Dion Bisara, Lenny Tristia Tambun, Jakarta – The government has acknowledged shocking typos in the 2020 Law on Job Creation but insist on the law, which President Joko "Jokowi" Widodo hope would spearhead Indonesia's massive deregulation plan to spur investment in the next four years, would meet no trouble in its implementation, a minister said on Tuesday.
One of the typos in question came up early in the law's Article 6, which includes a reference to a nonexistent paragraph in Article 5. A similar mistake was repeated in Article 151, which refers to a nonexistent paragraph in Article 141. Also, paragraph five, Article 175, refers to paragraph three, whereas it should refer to paragraph four.
State Secretary Minister Pratikno said the government acknowledged what he called "technical errors" in the job creation law but continued to argue that the errors did not affect the law's implementation.
"Today, we find technical errors in writing in the 2020 Law on Job Creation. However, these mistakes are technical and administrative in nature, so they do not affect the implementation of the law," Pratikno said on Tuesday.
Jokowi has demanded its ministers to finish government regulations and their derivative rules to make the law operable in three months. Despite the tight deadline, the minister said the government would ensure such editorial mistakes would not happen again in the subsequent regulations.
"We will continue to improve quality control [...] so that technical errors like this do not happen again in the future," Pratikno said.
Jokowi proposed the job creation bill last year in an unprecedented plan to revises more than 70 separate laws he deemed undermining Indonesia's ability to attract investment in one clean swoop. With the support of virtually all political parties in the House of Representatives, the law, containing more than 1,000 pages, gets passed in less than nine months of deliberation.
But, since the House passed the bill on Oct 5, the public has seen several versions of what is supposed to be the final draft of the bill. Pratikno said on Oct 22, the difference in those versions stemmed from document formating.
Pratikno said at the time his ministry was working on sorting out all the typos, editorials, and formating issues without changing anything substantial from what had been approved by the House.
But, until Jokowi signed the Job Creation bill on Monday, Jokowi signed the Job Creation bill on Monday – an action that, according to a 2011 Law on Establishment of Law and Legislation, irrevocably makes the law with all of its flaws coming into force – such issues persist.
Easy target
The Center for Indonesian Law and Policy Studies (PSHK), a Jakarta-based legal think tank, said the errors had made the legislation an easy target for oppositions seeking to challenge it at the Constitutional Court.
"The Job Creation Law still contains formulation errors that affect the articles' substance," the Center for Indonesian Law and Policy Studies (PSHK), a Jakarta-based legal think tank, said in a statement on Tuesday.
The center said the error was a violation of the law formulation clarity principle stated in the 2011 law about legislation.
"This formulation error is not merely a typo but needs to be interpreted as the fruit of a forced regulatory formation process that sacrifices the principles of transparency, participation, and accountability," PSHK said.
"This further shows that the job creation law contains formal flaws and must be seriously considered by the Constitutional Court in the law's formal review," PSHK said. In a formal review hearing, the court would determine whether the law's establishment follows the proper procedures or not. If it was the latter, the court might annul the law.
Earlier on Tuesday, the Confederation of Indonesian Workers' Unions (KSPI) filed a judicial review on the job creation law to the Constitutional Court, seeking to overturn the law deemed detrimental to workers' welfare. Many typos in the law hand the confederation strong evidence supporting their case before the court.
"Editorial errors and bad practices in the process of its formation are clear evidence for the Constitutional Court to state that the Job Creation Law is formally flawed so that it must be declared not legally binding in its entirety," PSHK said.
President Jokowi still has the last constitutional avenue by issuing a government regulation in lieu of law to amend the typos. Still, it would not erase the flaws in the law's legislation process PSHK said.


→ Instructions for the task:
Everything from the line containing "You are a GUI" through the line containing "The width and height of the screenshot is (942, 418)." in the listing below should be copied exactly, and nothing more.

:::

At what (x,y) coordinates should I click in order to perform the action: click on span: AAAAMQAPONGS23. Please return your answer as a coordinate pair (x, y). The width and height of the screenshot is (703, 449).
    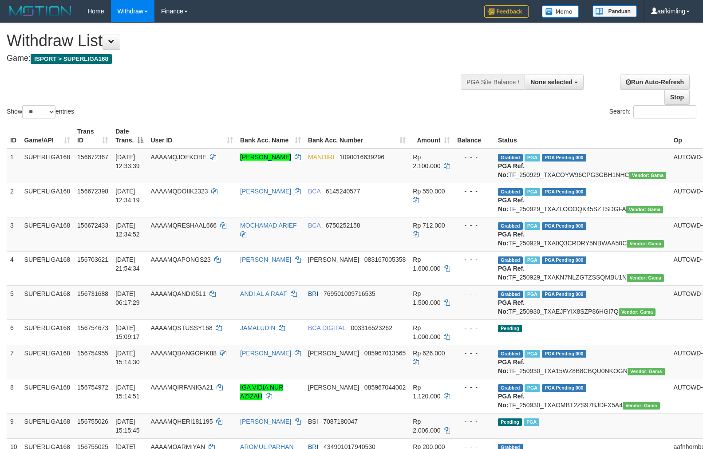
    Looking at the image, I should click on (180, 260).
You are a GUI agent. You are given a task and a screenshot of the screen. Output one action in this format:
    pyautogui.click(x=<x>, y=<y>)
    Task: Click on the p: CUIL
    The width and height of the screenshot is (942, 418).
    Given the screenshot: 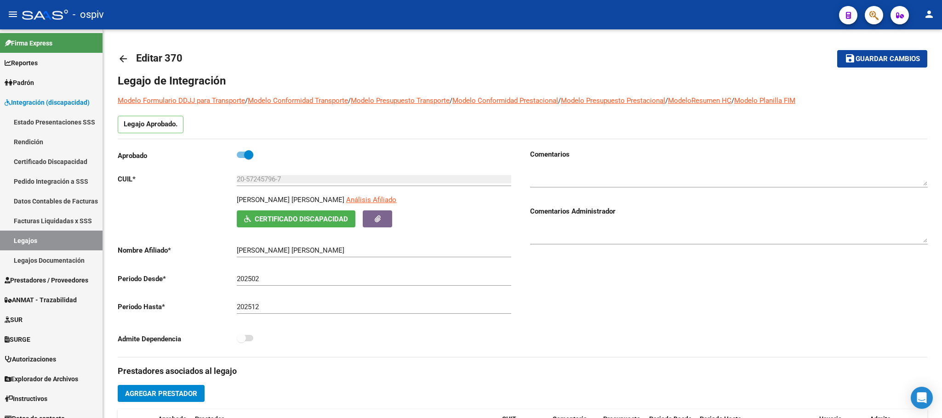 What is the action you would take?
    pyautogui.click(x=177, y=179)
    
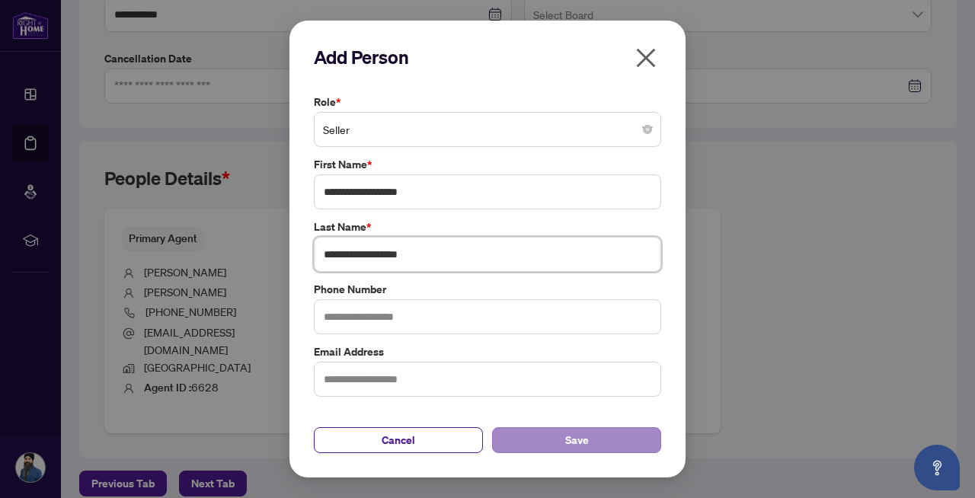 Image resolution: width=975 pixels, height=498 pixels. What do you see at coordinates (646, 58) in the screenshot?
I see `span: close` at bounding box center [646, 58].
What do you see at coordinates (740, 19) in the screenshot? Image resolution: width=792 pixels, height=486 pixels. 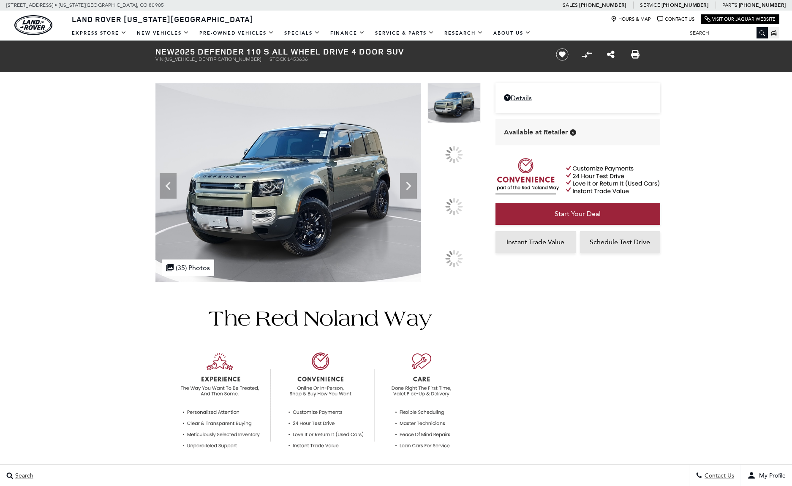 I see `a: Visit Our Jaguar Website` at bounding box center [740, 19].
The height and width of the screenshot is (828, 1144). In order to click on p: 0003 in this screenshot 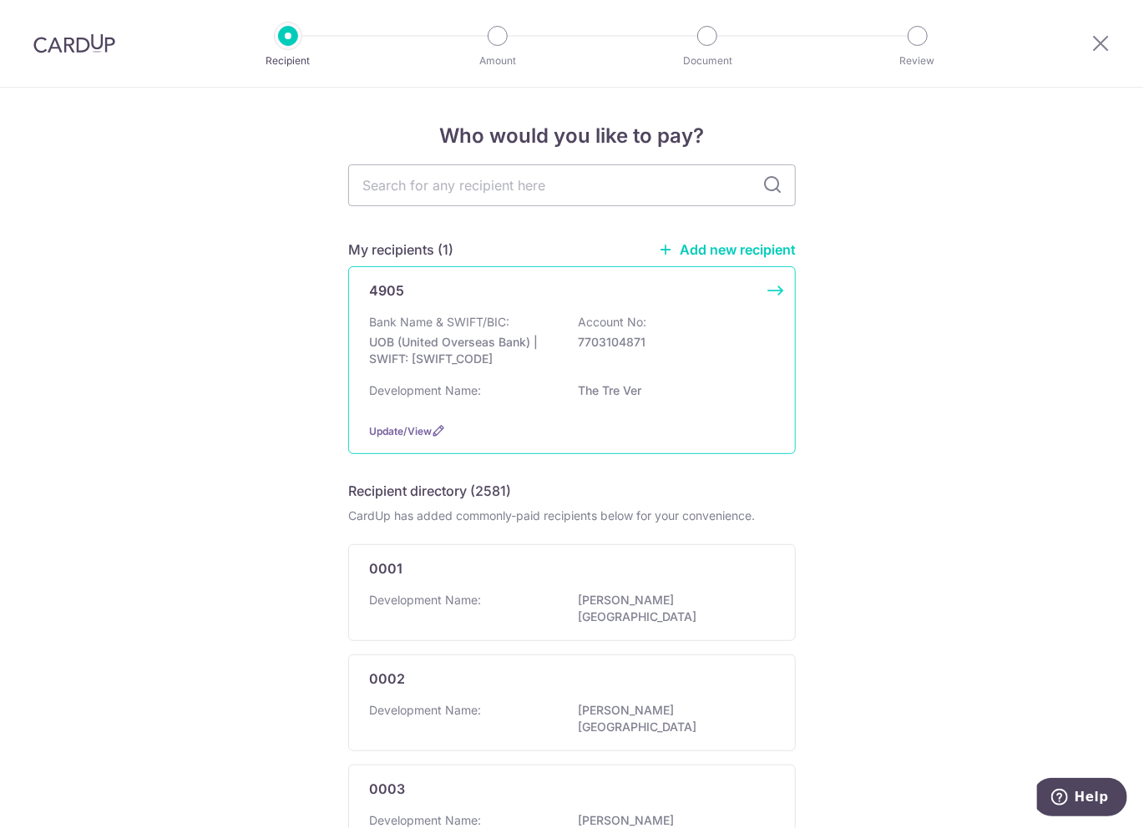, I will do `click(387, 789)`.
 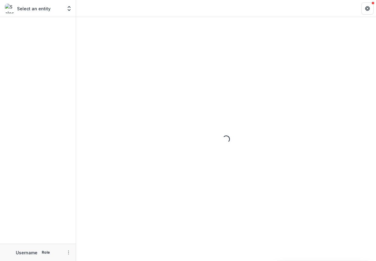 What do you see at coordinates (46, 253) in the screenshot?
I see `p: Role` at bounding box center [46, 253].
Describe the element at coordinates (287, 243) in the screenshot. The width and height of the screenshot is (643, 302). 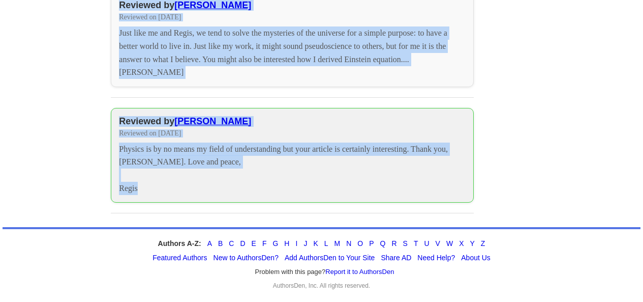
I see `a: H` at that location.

:::

→ Output below:
You are a GUI agent. You are given a task and a screenshot of the screen. Output one action in this format:
    pyautogui.click(x=<x>, y=<y>)
    Task: Click on the p: CUIL
    The width and height of the screenshot is (942, 418).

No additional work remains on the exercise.